After the first petition was delivered in May 2002, lawmakers shelved it, saying the changes it sought were unconstitutional. Paya said he was determined to keep pressing for the referendum.

"The Varela Project lives," Paya said. "The campaign continues across the country."

The effort is named for Felix Varela, a Cuban independence hero and Roman Catholic priest.

The 14,384 signatures delivered Friday raise the combined number from both petitions to 25,404, Paya said. Tens of thousands more signatures have been seized by state security officials, he added.

There was no immediate response from Castro's government.

Dozens of petition workers have been picked up for questioning in recent weeks, although none was formally charged, Paya said.

Paya has emerged in recent years as Cuba's best known opposition activist and has been acknowledged by rights groups and leaders around the world.

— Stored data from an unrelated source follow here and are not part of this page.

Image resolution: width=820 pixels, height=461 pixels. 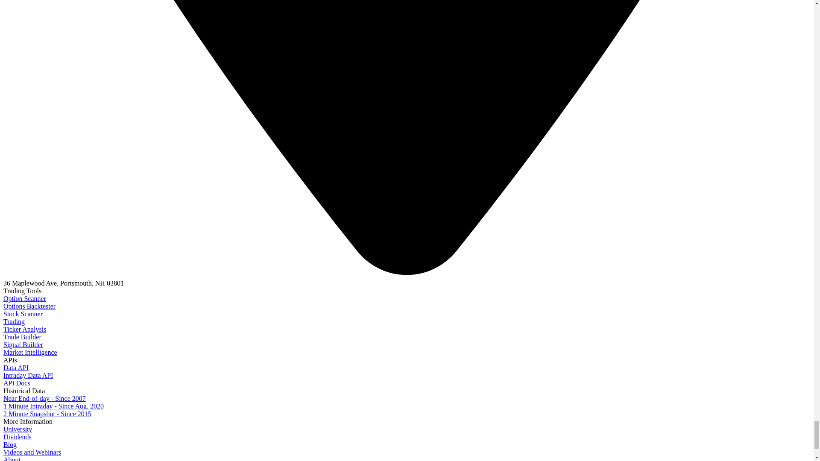 I want to click on About, so click(x=12, y=459).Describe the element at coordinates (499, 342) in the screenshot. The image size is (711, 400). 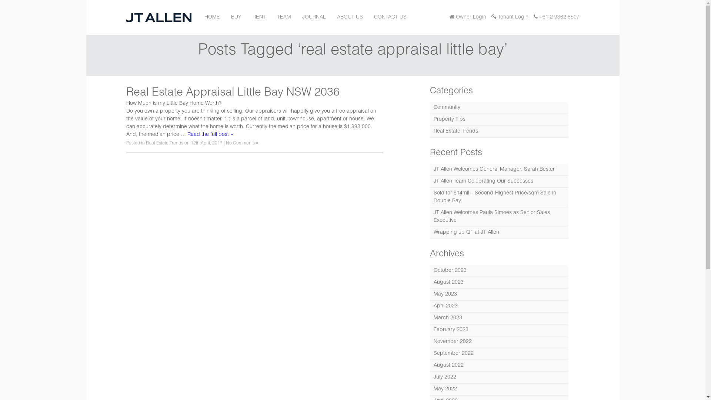
I see `November 2022` at that location. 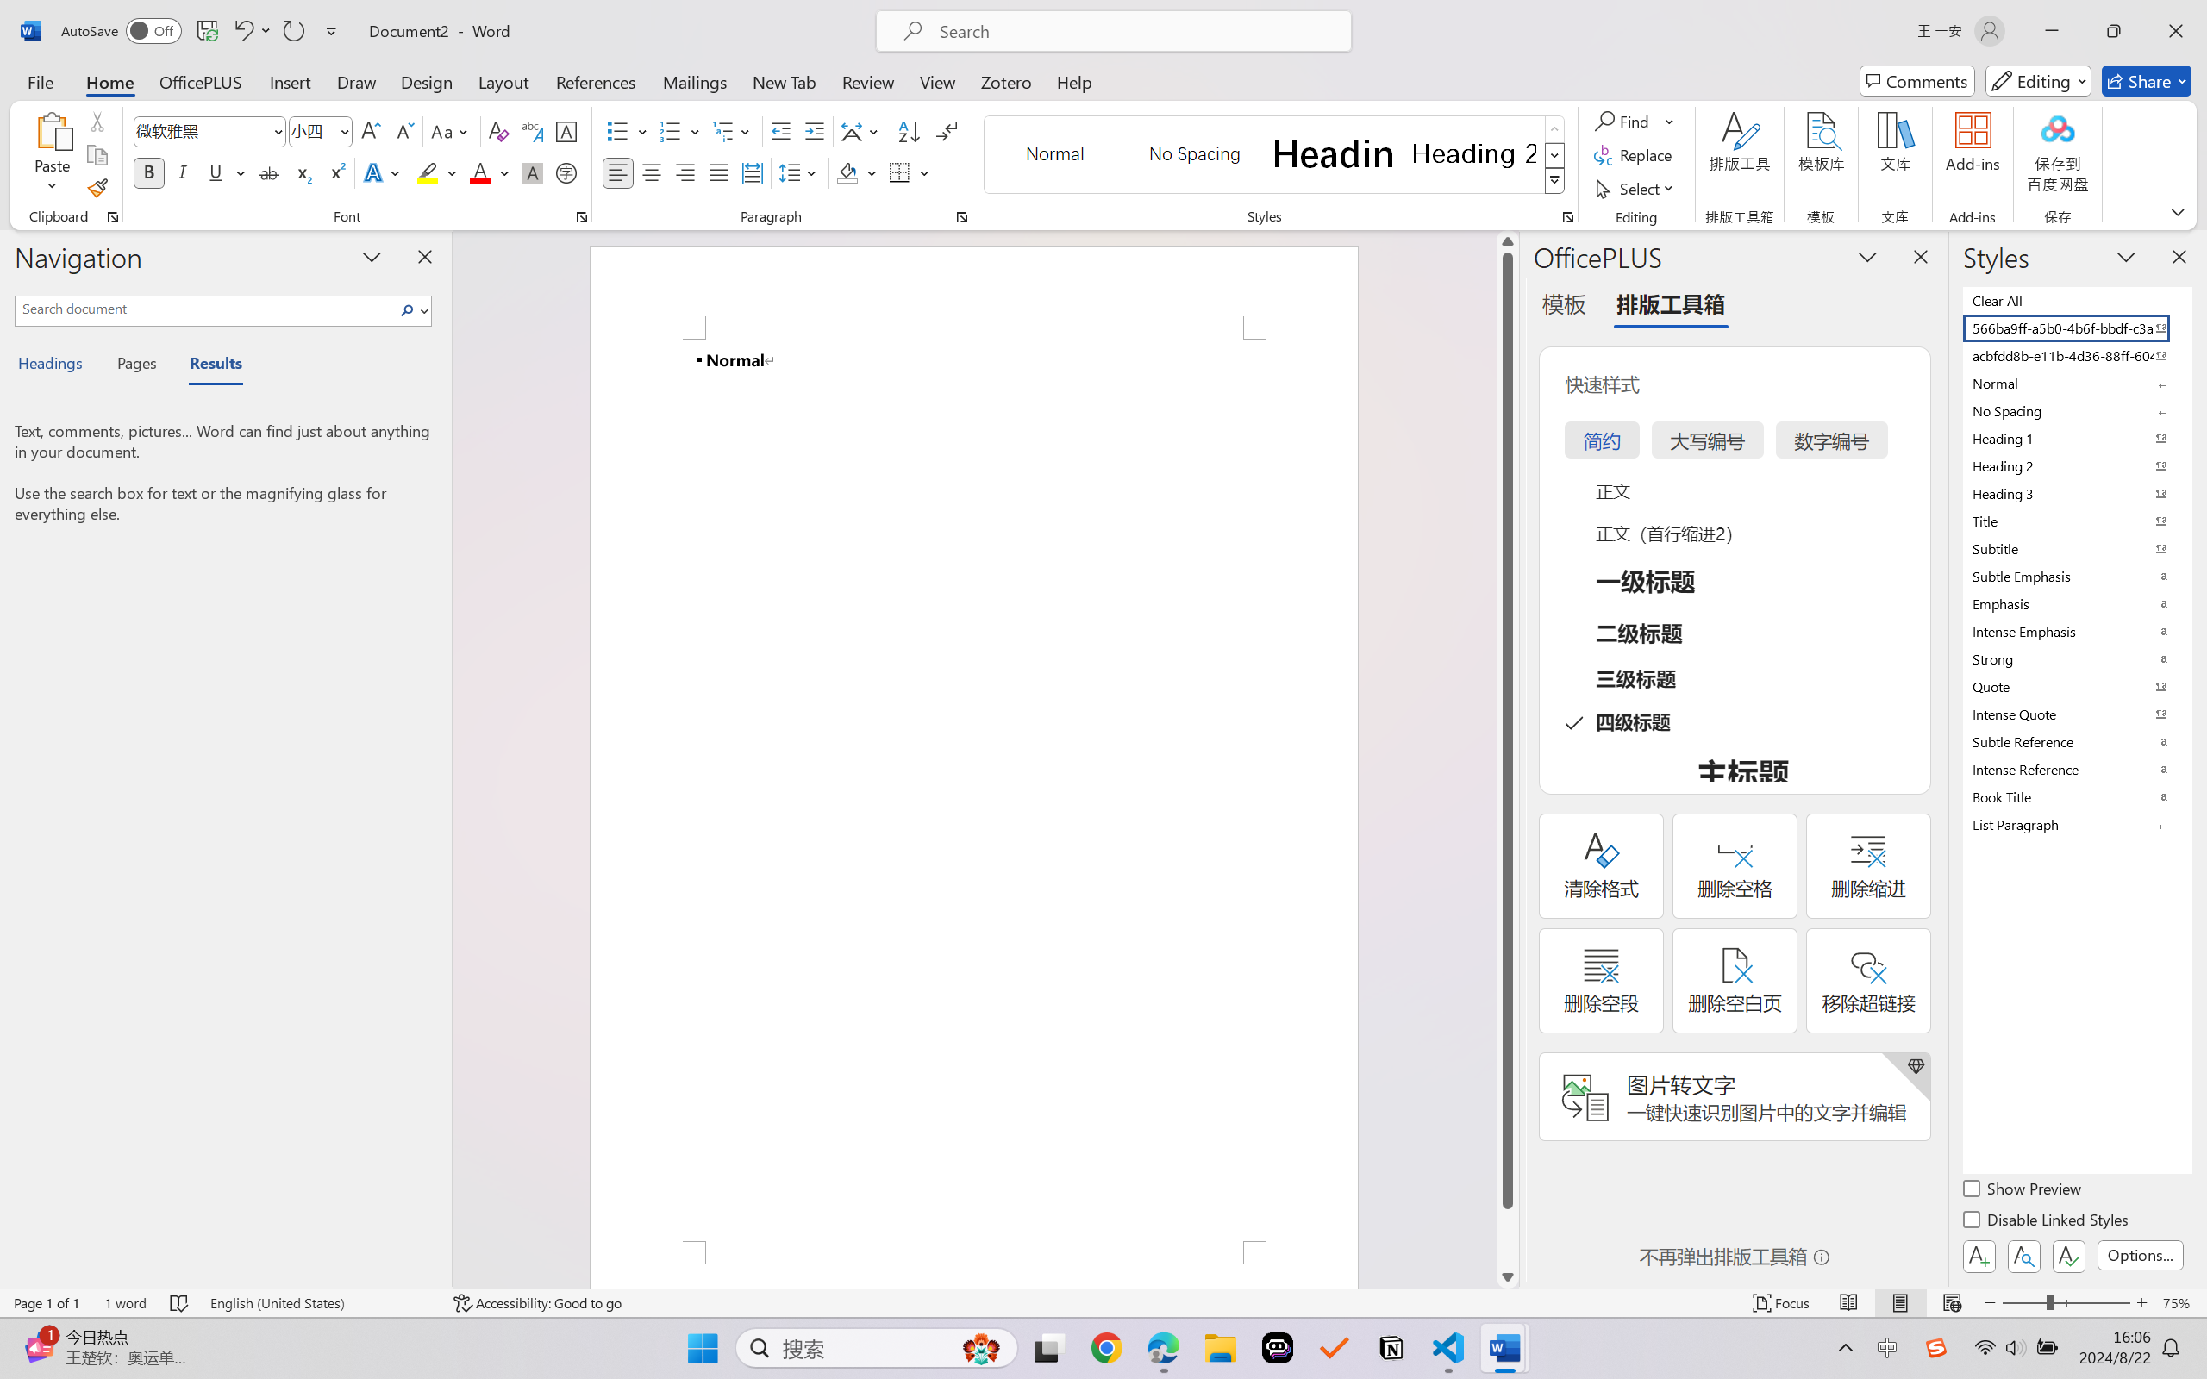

He has been mentioned as a possible nominee for the Nobel Peace Prize, which will be awarded Oct. 10.

The first package of signatures was delivered just days before former President Carter's visit to Cuba in May 2002. During an uncensored speech broadcast live across the island, Carter told Cubans about the democracy effort.

The signature drive was discussed by activists as far back as 1996, but volunteers did not begin collecting signatures in earnest until 2001.